MANILA, Philippines — The Bangko Sentral ng Pilipinas is may cut rates provided painfully-high inflation eases in the next five months.
“If we have four more of that, five more, we can even talk about cuts,” BSP Governor Felipe Medalla said at an economic briefing in the US on Wednesday night (Manila time).
The central bank governor was referring to month-on-month inflation, which hit 0.3% in February then slowed further to 0% in the previous month.
As it is, headline inflation hit 7.6% year-on-year in March. This marked a slowdown of sorts in recent months, as consumer price growth kept accelerating since the middle of 2022. Consumer prices caved under the weight of supply bottlenecks, fanned by the domestic economy’s reopening, and a weak peso in past month.

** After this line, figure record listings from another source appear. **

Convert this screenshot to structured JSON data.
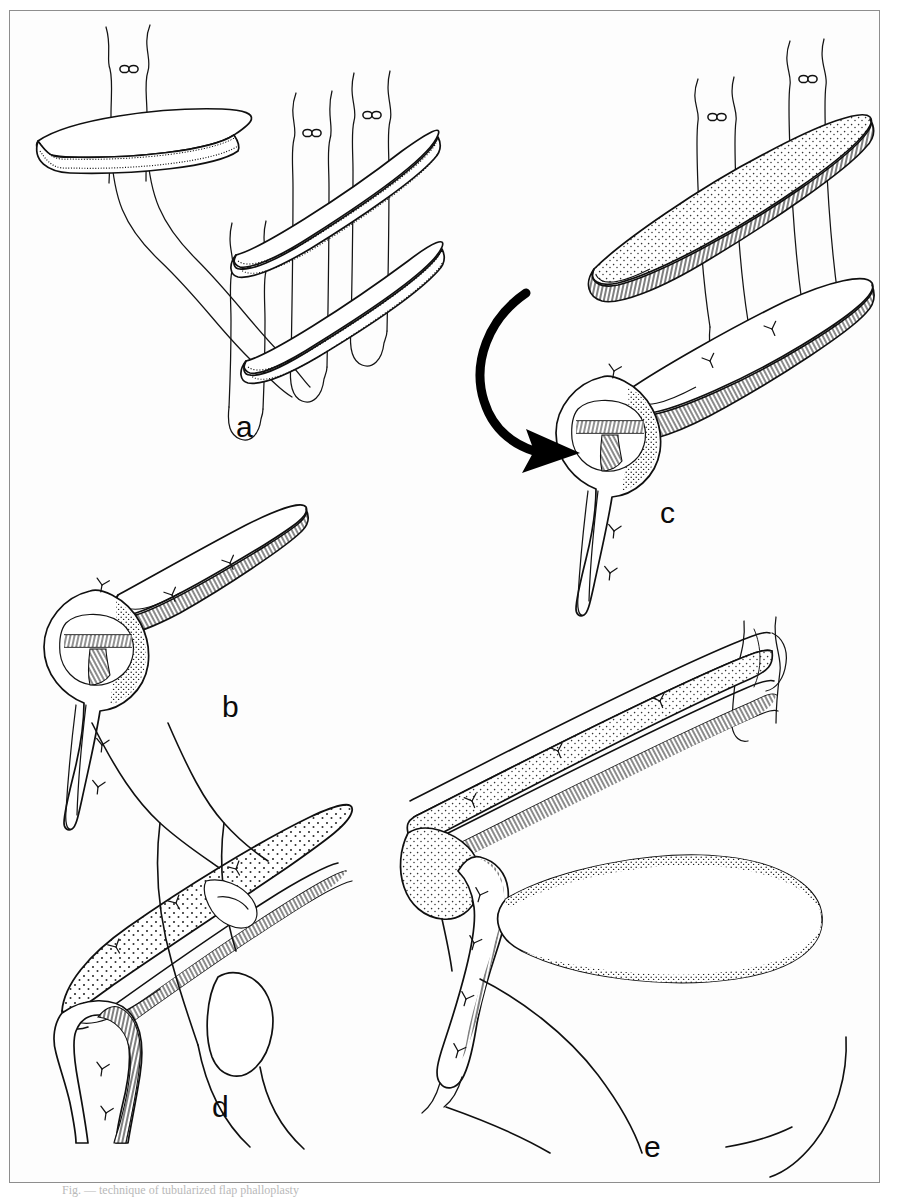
{
  "figure": {
    "kind": "medical-surgical-line-illustration",
    "background_color": "#fdfdfd",
    "ink_color": "#101010",
    "frame_color": "#8e8e8e",
    "page_width": 898,
    "page_height": 1198,
    "caption_partial_text": "Fig. — technique of tubularized flap phalloplasty"
  },
  "panels": [
    {
      "id": "a",
      "label": "a",
      "label_x": 236,
      "label_y": 412,
      "description": "Three harvested strap-like flaps with traction sutures passed through them; the upper-left flap is being transposed toward the paired parallel flaps at right."
    },
    {
      "id": "b",
      "label": "b",
      "label_x": 222,
      "label_y": 692,
      "description": "Close-up of the tubularized neourethral segment, its proximal funnel-shaped opening visible, with interrupted sutures along the shaft."
    },
    {
      "id": "c",
      "label": "c",
      "label_x": 660,
      "label_y": 498,
      "description": "Stippled flaps held on traction sutures; a curved rotation arrow indicates the direction in which the tubularized segment is rotated into position."
    },
    {
      "id": "d",
      "label": "d",
      "label_x": 212,
      "label_y": 1092,
      "description": "The outer stippled skin flap wrapped over the completed inner tube, sutured along the ventral aspect."
    },
    {
      "id": "e",
      "label": "e",
      "label_x": 644,
      "label_y": 1132,
      "description": "Sagittal view of the reconstructed phallus in situ, with the neourethra anastomosed proximally and the scrotum shown below."
    }
  ],
  "graphic_elements": {
    "suture_knot_icon": "suture-knot",
    "rotation_arrow_icon": "curved-rotation-arrow",
    "stitch_mark_icon": "interrupted-stitch",
    "stipple_texture": "dot-stipple-shading",
    "hatch_texture": "cut-edge-hatching"
  }
}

The BSP responded by hiking interest rates, starting in May last year, to combat rising inflation. So far, the central bank has injected 425 basis points, sending the benchmark rate to 6.25%.
Central banks everywhere employ rate hikes to discourage consumers and firms from taking out credit from banks and financial institutions. These rate hikes typically take six to 18 months before it seeps into the domestic economy.
That said, the powerful Monetary Board is expected to convene on May 18 to decide the next rate action. To this end, Medalla said a tightening pause is possible.
The BSP governor admitted that if month-on-month inflation shows a similar downtrend, then there’s “a very good reason to pause.”